Grant-Funded P3 Saves Detroit Homes from Foreclosure

The Make It Home Program, a partnership of the Quicken Loans Community Fund, city of Detroit and United Community Housing Coalition, helps prevent foreclosures.

2019-03-foreclosure_BasicGov_flickr.jpg

The city of Detroit received $1.3 million from the Quicken Loans Community Fund to purchase occupied foreclosed homes to divert them from auction as part of the Make it Home program -- a public-private partnership.

Recently, more than 40 residents received the deeds to houses lost to tax foreclosure, according to the Detroit Free Press. The residents repaid the city’s purchase price of those homes, ranging from $1,000 to $8,000. The payback funds go into a revolving fund. Close to 300 residents have been able to purchase foreclosed homes through the program.

Often, occupants do not realize their landlords had failed to pay property taxes and that the homes were to be foreclosed. In the first year of the program, 63 residents took possession of the deeds to their homes through the program, and others are on payment plans working to get the deed, which is held by the non-profit United Community Housing Coalition.

“Tax foreclosure was the logical next step, so we spent the last five years really deeply researching the tax foreclosure cycle, we’ve collected a ton of data from Wayne County itself, we’ve worked with the City of Detroit and folks like United Community Housing Coalition to really deeply understand the problem,” said Laura Grannemann, vice president for strategic investments for the Quicken Loans Community Investment Fund, noting that funding to address tax foreclosures came from a blight study that found 86 percent of blight comes from tax foreclosures.

In addition to preventing foreclosure, “this program allows renters to become homeowners and build equity in their neighborhoods. It also puts them in a better position to participate in revitalization efforts taking place in the city as investors in their neighborhood,” said Arthur Jemison, a Detroit housing official who helped create the Make It Home Program.

This year the Quicken Loans Community Fund will also be giving $300,000 to United Community Housing Coalition to provide additional funding for program participants to make repairs on their properties. Participants that complete the nominal purchase prices and receive their deed can apply for up to $10,000 for the new repair program -- half will be provided as a grant and the other half, a zero-interest loan.

Learn more about Detroit efforts to address blight:

Andrea Fox is Editor of Gov1.com and Senior Editor at Lexipol. She is based in Massachusetts.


Assigned task — Gather all lines in the data that hold the string "item".

- - -

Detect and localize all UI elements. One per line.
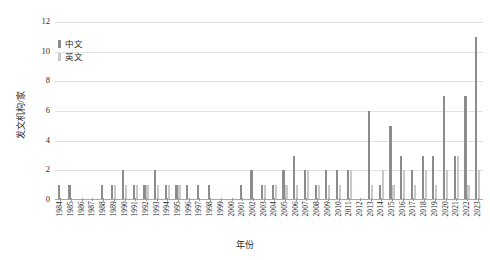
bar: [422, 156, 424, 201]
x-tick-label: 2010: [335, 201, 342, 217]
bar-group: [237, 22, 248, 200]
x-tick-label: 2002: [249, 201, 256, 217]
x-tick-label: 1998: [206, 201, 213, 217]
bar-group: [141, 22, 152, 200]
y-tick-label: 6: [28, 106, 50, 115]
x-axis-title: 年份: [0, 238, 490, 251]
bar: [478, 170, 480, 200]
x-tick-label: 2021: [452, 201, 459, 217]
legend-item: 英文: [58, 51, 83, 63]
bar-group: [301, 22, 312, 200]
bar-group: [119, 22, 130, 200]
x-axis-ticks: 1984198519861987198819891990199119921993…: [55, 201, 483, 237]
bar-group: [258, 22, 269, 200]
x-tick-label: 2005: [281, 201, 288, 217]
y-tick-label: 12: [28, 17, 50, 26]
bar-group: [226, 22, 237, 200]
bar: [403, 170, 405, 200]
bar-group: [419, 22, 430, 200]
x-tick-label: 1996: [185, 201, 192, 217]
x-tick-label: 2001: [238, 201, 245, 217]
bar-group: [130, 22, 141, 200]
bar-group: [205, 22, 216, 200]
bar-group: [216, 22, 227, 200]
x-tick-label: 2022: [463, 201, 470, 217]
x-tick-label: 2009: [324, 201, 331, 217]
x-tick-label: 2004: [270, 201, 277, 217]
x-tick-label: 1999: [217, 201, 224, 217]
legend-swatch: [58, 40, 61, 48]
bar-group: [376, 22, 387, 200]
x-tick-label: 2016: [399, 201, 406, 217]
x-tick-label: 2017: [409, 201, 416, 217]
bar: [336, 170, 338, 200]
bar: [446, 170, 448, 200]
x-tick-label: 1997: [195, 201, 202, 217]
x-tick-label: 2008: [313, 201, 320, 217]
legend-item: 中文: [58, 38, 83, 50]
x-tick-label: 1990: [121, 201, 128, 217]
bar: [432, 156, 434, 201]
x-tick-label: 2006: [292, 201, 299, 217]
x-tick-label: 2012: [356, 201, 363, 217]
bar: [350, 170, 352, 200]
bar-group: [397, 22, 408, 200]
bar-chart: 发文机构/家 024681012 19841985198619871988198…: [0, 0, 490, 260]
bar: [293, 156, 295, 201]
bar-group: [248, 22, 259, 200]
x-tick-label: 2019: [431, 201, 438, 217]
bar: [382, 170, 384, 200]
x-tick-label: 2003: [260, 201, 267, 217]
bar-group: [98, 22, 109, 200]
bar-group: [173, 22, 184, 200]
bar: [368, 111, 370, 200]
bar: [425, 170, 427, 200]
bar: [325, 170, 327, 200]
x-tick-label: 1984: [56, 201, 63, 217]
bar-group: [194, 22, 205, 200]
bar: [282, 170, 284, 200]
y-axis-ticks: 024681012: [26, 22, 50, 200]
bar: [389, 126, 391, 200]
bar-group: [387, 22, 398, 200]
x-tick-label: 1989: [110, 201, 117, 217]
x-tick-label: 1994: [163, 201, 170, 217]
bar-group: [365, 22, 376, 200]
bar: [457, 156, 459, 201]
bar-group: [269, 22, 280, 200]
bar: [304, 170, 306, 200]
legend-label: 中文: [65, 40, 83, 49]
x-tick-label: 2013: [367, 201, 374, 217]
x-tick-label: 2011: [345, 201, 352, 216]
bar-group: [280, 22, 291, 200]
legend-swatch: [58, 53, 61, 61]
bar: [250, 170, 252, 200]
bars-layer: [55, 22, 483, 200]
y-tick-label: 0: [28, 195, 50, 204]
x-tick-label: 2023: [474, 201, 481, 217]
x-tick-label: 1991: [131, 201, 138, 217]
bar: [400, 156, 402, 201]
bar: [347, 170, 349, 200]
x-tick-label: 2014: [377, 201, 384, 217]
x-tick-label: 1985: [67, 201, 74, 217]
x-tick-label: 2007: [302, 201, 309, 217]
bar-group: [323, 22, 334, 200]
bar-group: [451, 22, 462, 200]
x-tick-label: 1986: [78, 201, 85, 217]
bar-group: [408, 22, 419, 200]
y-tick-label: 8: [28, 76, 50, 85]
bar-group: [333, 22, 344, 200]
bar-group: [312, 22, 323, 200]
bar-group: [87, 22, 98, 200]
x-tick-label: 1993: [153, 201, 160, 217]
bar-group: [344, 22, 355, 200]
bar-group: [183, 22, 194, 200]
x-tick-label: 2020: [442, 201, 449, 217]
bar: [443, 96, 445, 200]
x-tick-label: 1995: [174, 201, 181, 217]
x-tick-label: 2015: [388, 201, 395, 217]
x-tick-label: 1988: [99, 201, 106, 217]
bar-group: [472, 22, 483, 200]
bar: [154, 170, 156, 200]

- - -

Final answer —
legend-item: 英文: [58, 51, 83, 63]
legend-item: 中文: [58, 38, 83, 50]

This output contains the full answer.